Finding the Right Finance Voices in the UK
The UK has a growing community of personal finance content creators across YouTube and LinkedIn whose audiences actively seek financial guidance. These are not celebrity influencers with broad lifestyle reach; they are subject-matter voices whose credibility depends on accuracy and independence. Partnerships that align with that credibility, that give the influencer genuine access to expertise or data rather than asking them to deliver a sales message, tend to produce better results and carry lower compliance risk.
For B2B financial services, LinkedIn thought leaders, accountants, CFOs, and sector specialists with engaged professional followings represent a more appropriate partnership category than consumer-facing influencers. A co-authored LinkedIn article or a joint webinar with a respected professional voice builds authority in a way that a sponsored post rarely matches. ProfileTree’s work on influencer selection and the process of social influence outlines how to evaluate whether a partnership will genuinely serve the audience or simply reach it.
Industry Partnerships as an Alternative to Influencer Marketing
For many financial services firms, formal industry partnerships deliver more value than individual influencer relationships. Co-producing content with an industry body, a professional association, or a complementary non-competing firm, such as a law firm or accountancy practice, creates editorial credibility that a paid influencer arrangement does not.
These partnerships work well for financial services because they sit outside the strictest financial promotion rules when the content is genuinely informational rather than promotional, compliance requirements are more manageable, and audience trust transfers from a respected institution rather than an individual creator. A jointly produced guide to pension planning for SME directors, published in partnership with a regional accountancy firm, reaches a qualified audience and builds authority for both parties without the burden of influencer marketing compliance.
Conclusion: Social Media Strategies
Social media strategy for financial services in the UK and Ireland is not the same challenge it is for a retail brand or a technology company. The compliance requirements are real, the audience is specific, and the trust bar is high. The firms that do it well treat social media as a long-term credibility-building exercise rather than a short-term lead generation channel, invest in educational content that genuinely serves their audience, and build compliance into the production process rather than bolting it on at the end.
If you want to develop a social media strategy that aligns with your regulatory environment and supports your business objectives, get in touch with the ProfileTree team.
FAQs
What are the FCA rules for social media in financial services?

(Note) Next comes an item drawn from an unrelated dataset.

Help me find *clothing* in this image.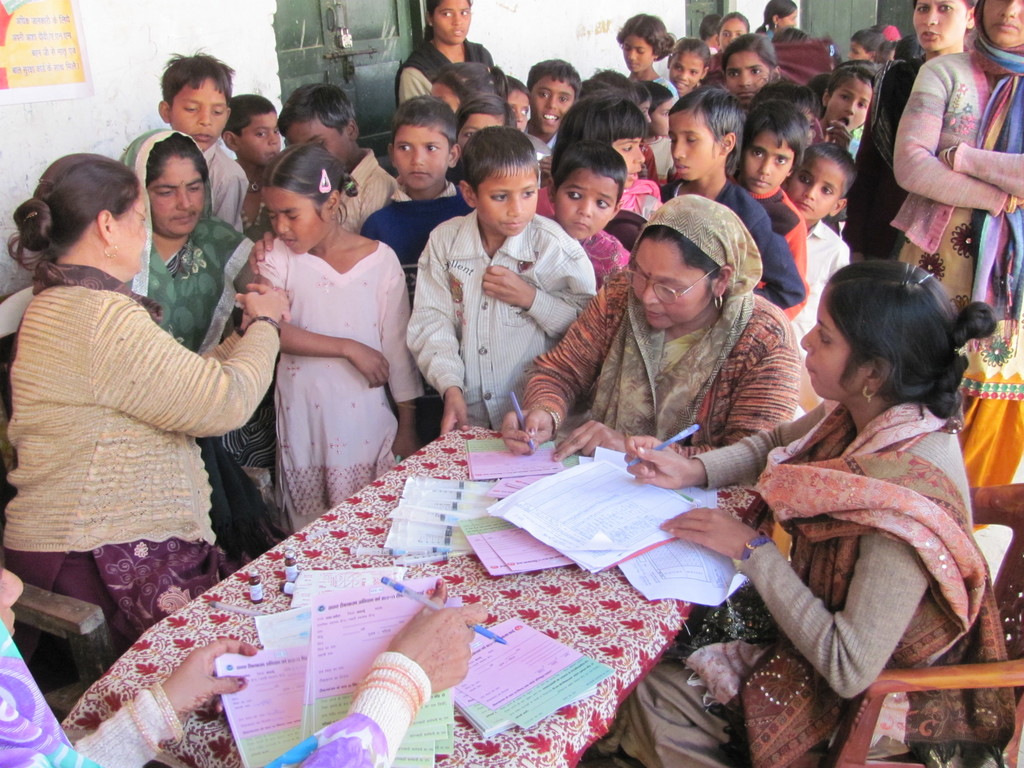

The FCA treats any social content promoting a regulated product as a financial promotion: it must be fair, clear, and not misleading. Firms need an internal approval process for social content before it is published.
How does GDPR affect social media advertising for financial services firms?

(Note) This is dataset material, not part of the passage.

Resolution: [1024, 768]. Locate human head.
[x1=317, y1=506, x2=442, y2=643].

Pixel tracking, custom audiences, and retargeting all involve processing personal data, which requires a lawful basis under UK GDPR. Contextual and interest-based targeting on LinkedIn and Meta is generally lower-risk than uploading client lists.
Which social media platform is most effective for financial services in the UK?
LinkedIn is the strongest platform for B2B financial services; YouTube is for long-form financial education. Facebook retains significant reach among the 35 to 65 demographic most relevant to retail financial products.
How often should a financial services firm post on social media?
Consistency matters more than frequency. Two or three well-considered posts per week on LinkedIn will build more credibility than daily thin content, and one solid YouTube video per month can generate sustained views and enquiries.